Creating Your First Subnautica 2 Mod (C# / BepInEx)
This guide walks you through building a minimal working BepInEx plugin for Subnautica 2 from scratch. You'll need basic C# knowledge but no prior modding experience.
Tools You Need
- Visual Studio 2022 Community (free) or JetBrains Rider
- .NET 8.0 SDK
- BepInEx installed in your game (see BepInEx Setup Guide)
- dnSpy or ILSpy — to read the game's compiled code
Step 1 — Create a New Class Library Project
In Visual Studio:
- New Project → Class Library → target .NET Standard 2.1 (BepInEx compatibility).
- Name it something like
MyFirstSubMod. - Delete the auto-generated
Class1.cs.
Step 2 — Add NuGet References
In your .csproj, add the BepInEx package:
<ItemGroup>
<PackageReference Include="BepInEx.Analyzers" Version="1.*" PrivateAssets="all" />
<PackageReference Include="BepInEx.Core" Version="5.*" />
</ItemGroup>
Also add a reference to the game's assembly. Find Assembly-CSharp.dll inside:
Subnautica2\Subnautica2_Data\Managed\Assembly-CSharp.dll
Add it as a local reference in your .csproj:
<ItemGroup>
<Reference Include="Assembly-CSharp">
<HintPath>C:\Path\To\Subnautica2\Subnautica2_Data\Managed\Assembly-CSharp.dll</HintPath>
<Private>false</Private>
</Reference>
</ItemGroup>
Step 3 — Write Your Plugin Entry Point
Create Plugin.cs:
using BepInEx;
using BepInEx.Logging;
using HarmonyLib;
namespace MyFirstSubMod
{
[BepInPlugin(MyPluginInfo.PLUGIN_GUID, MyPluginInfo.PLUGIN_NAME, MyPluginInfo.PLUGIN_VERSION)]

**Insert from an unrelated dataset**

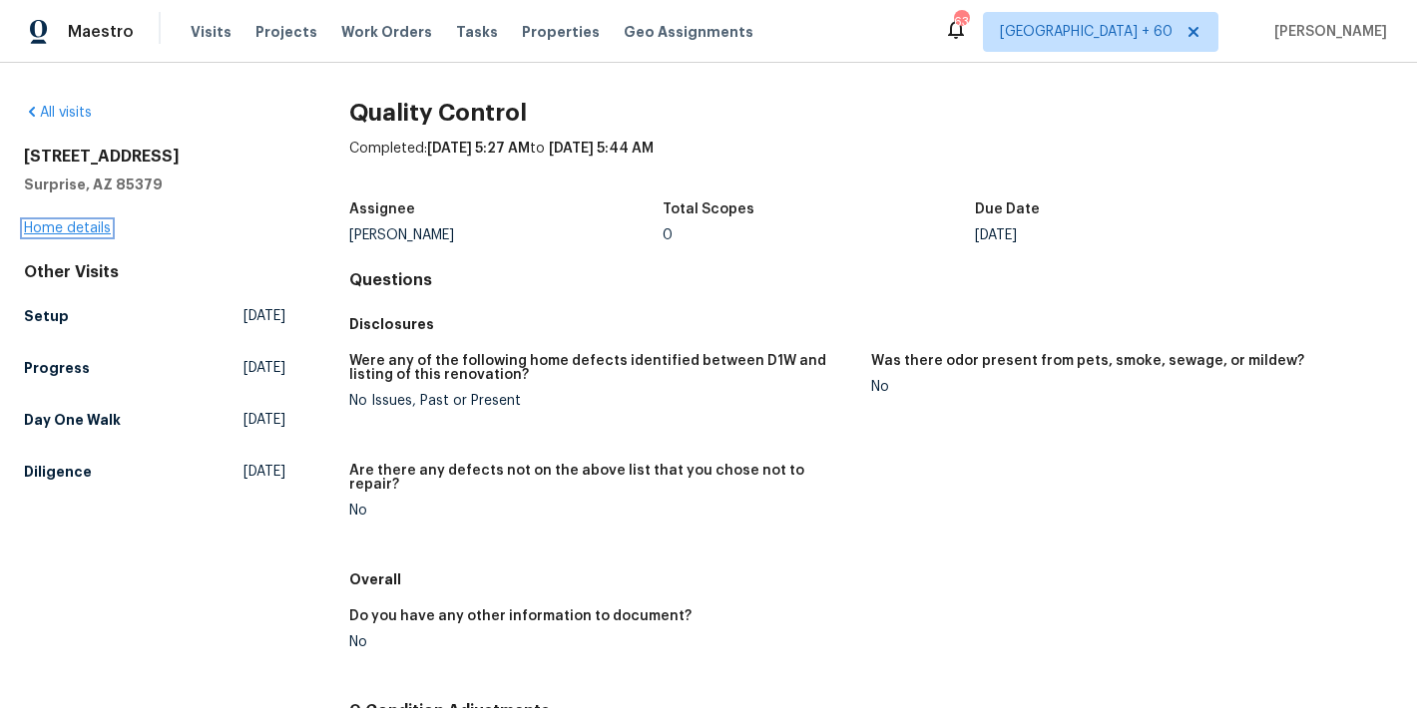 The height and width of the screenshot is (708, 1417). I want to click on div: 0, so click(819, 236).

public class Plugin : BaseUnityPlugin
{
internal static new ManualLogSource Logger { get; private set; } = null!;
private static Harmony? _harmony;
private void Awake()
{
Logger = base.Logger;
_harmony = new Harmony(MyPluginInfo.PLUGIN_GUID);
_harmony.PatchAll();
Logger.LogInfo("MyFirstSubMod loaded successfully!");
}
}
}
Add MyPluginInfo.cs:
namespace MyFirstSubMod
{
internal static class MyPluginInfo
{
internal const string PLUGIN_GUID = "com.yourname.myfirstsubmod";
internal const string PLUGIN_NAME = "My First SubMod";
internal const string PLUGIN_VERSION = "1.0.0";
}
}
Step 4 — Add a Harmony Patch
Harmony lets you intercept game method calls without editing game files. Here's a simple example that logs every time the player takes damage:
using HarmonyLib;
namespace MyFirstSubMod
{
// Find the real class/method names using dnSpy or ILSpy on Assembly-CSharp.dll
[HarmonyPatch(typeof(PlayerHealth), nameof(PlayerHealth.TakeDamage))]

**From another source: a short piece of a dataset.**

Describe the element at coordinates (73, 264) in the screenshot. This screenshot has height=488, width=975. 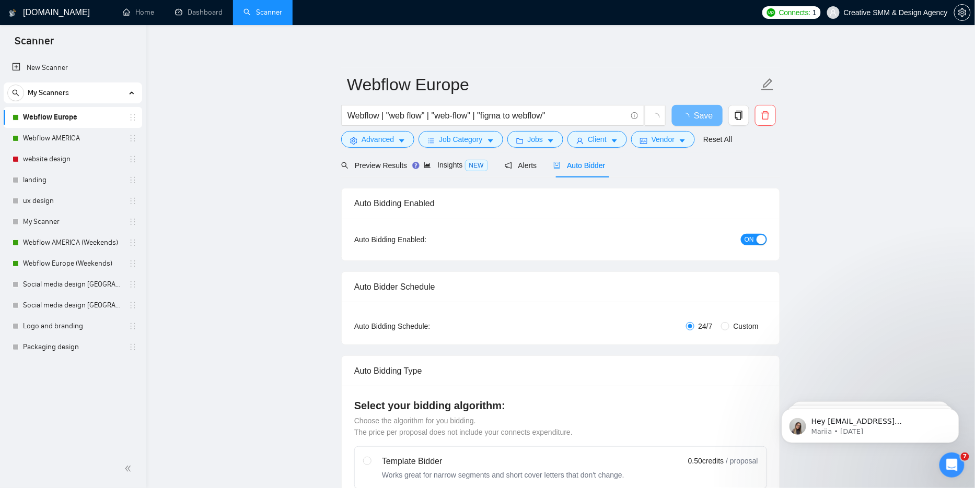
I see `a: Webflow Europe (Weekends)` at that location.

internal static class PlayerHealth_TakeDamage_Patch
{
// Runs BEFORE the original method
static void Prefix(float damage)
{
Plugin.Logger.LogInfo($"Player is taking {damage} damage!");
}
}
}
Use dnSpy to open
Assembly-CSharp.dlland browse the real class and method names for the game.
Step 5 — Build and Deploy
- Build the project (Ctrl+Shift+B).
- Copy
bin\Debug\netstandard2.1\MyFirstSubMod.dllto:Subnautica2\BepInEx\plugins\MyFirstSubMod\ - Launch the game and check
BepInEx\LogOutput.logfor your "loaded successfully!" message.
Step 6 — Iterate
- Edit → Build → Copy DLL → Relaunch game.
- Use
Logger.LogInfo()/LogWarning()/LogError()liberally — they all appear inLogOutput.log. - The BepInEx Configuration Manager mod lets you expose config options in-game without restarting.
Finding Game Classes with dnSpy
- Open dnSpy.
- File → Open → navigate to
Assembly-CSharp.dll. - Browse namespaces/classes in the left panel, or use Edit → Search (Ctrl+Shift+K) to find class names.
- Click any method to see its decompiled C# source.